## WHAT IS NEEDED
Your reply should consist only of the lines from the one holding "This screenshot has height=644, width=665." to the last line of the data below, written out exactly and without pictures.

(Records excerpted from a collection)
____________________

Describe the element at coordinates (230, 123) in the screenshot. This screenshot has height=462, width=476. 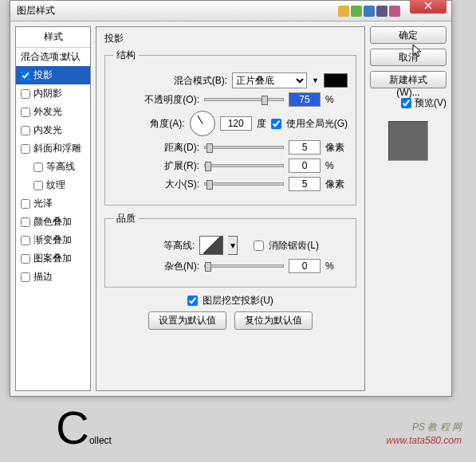
I see `angle-row: 角度(A): 度 使用全局光(G)` at that location.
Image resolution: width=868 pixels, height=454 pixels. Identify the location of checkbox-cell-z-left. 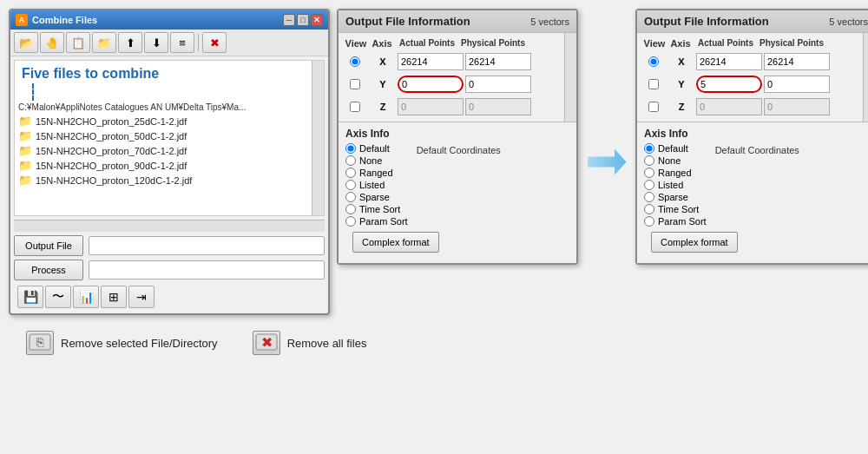
(355, 107).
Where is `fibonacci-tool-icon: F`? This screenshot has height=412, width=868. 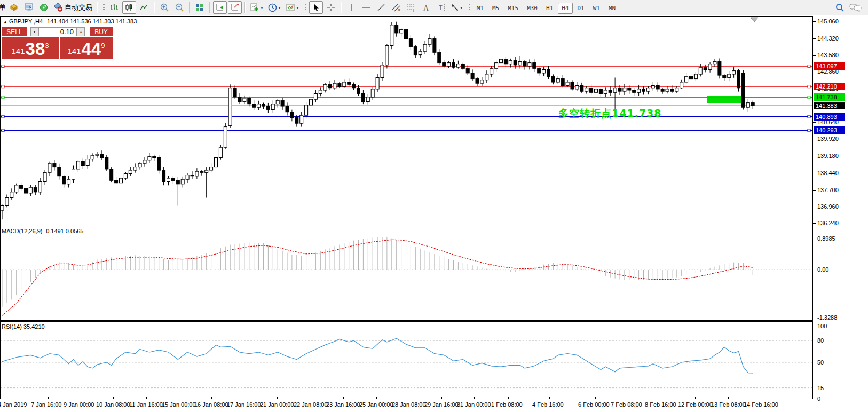
fibonacci-tool-icon: F is located at coordinates (411, 7).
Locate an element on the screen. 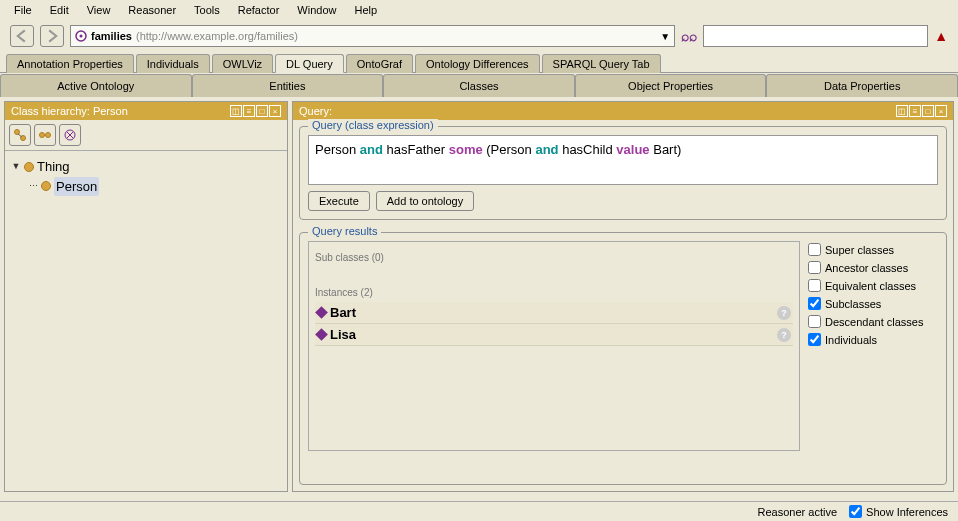 The image size is (958, 521). tree-label-person: Person is located at coordinates (76, 187).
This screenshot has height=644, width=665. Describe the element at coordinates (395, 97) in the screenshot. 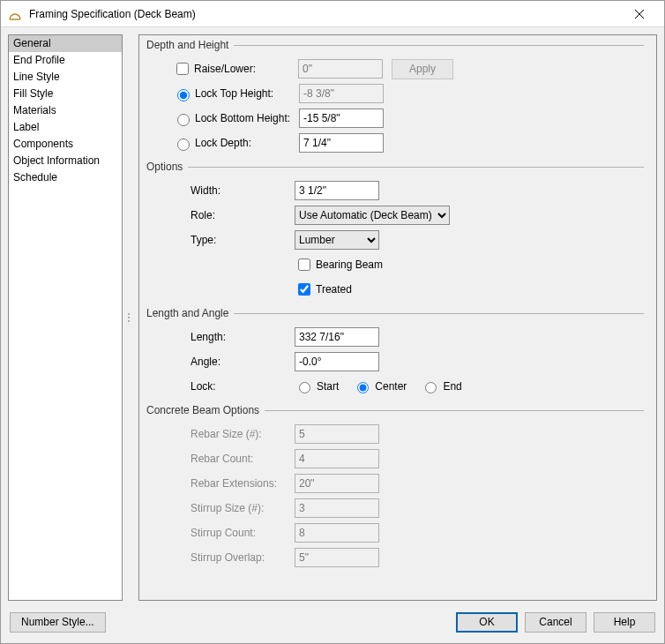

I see `group-depth-height: Depth and Height Raise/Lower: Apply Lock…` at that location.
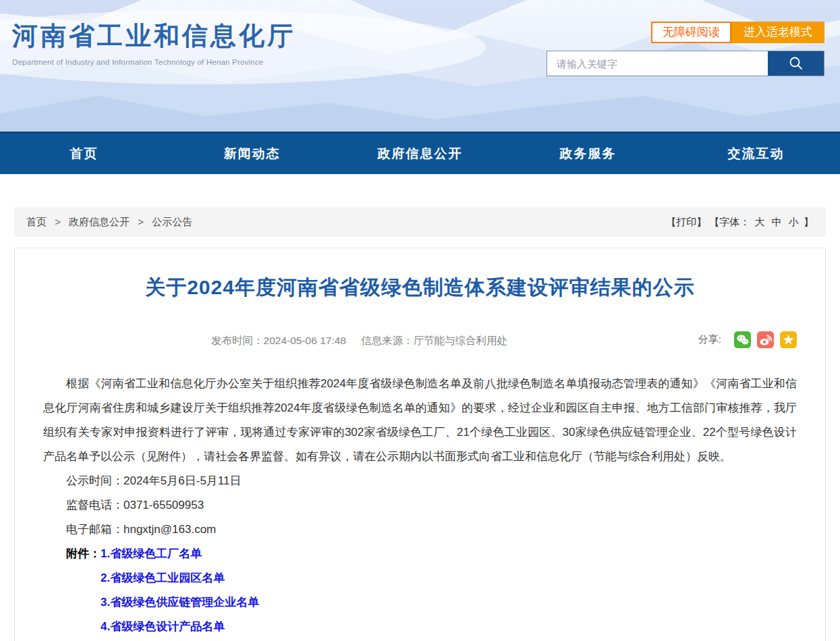  Describe the element at coordinates (788, 340) in the screenshot. I see `favorite-star-share-icon` at that location.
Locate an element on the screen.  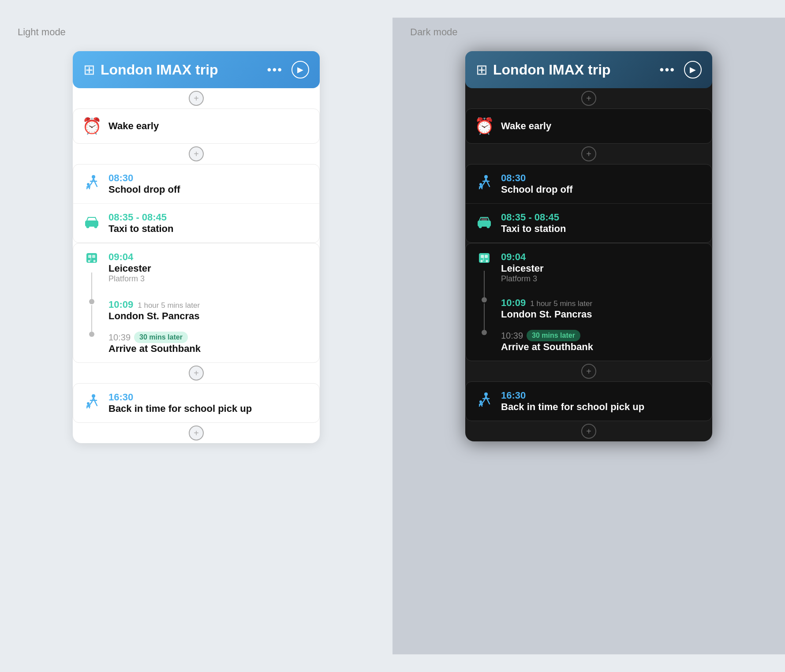
school-drop-row-dark: 08:30 School drop off is located at coordinates (589, 184).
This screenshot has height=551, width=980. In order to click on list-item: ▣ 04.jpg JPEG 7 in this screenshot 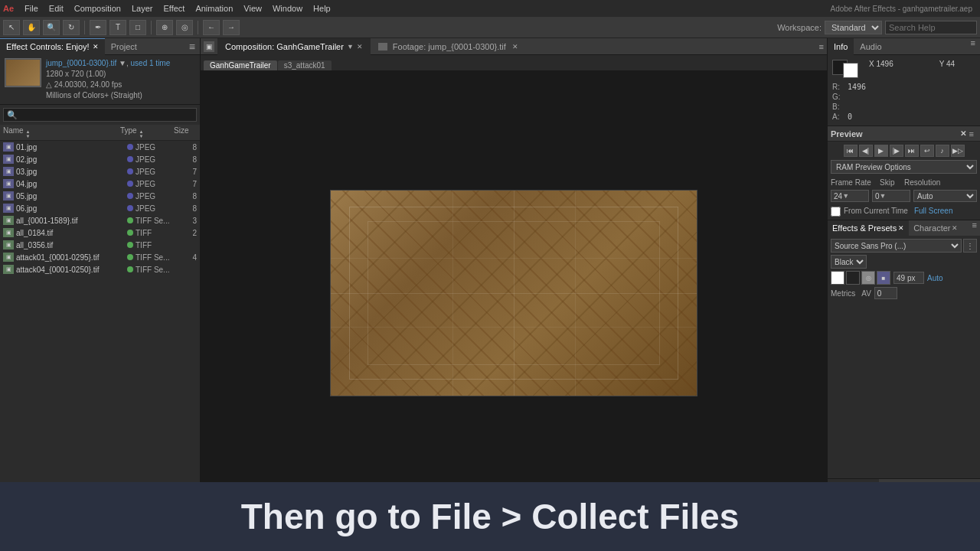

____________________

## PROBLEM SOLUTION
This screenshot has height=644, width=665. Describe the element at coordinates (395, 97) in the screenshot. 

I see `group-depth-height: Depth and Height Raise/Lower: Apply Lock…` at that location.
  Describe the element at coordinates (788, 340) in the screenshot. I see `favorite-star-share-icon` at that location.
Locate an element on the screen.  
school-drop-row-dark: 08:30 School drop off is located at coordinates (589, 184).
This screenshot has height=551, width=980. In order to click on list-item: ▣ 04.jpg JPEG 7 in this screenshot 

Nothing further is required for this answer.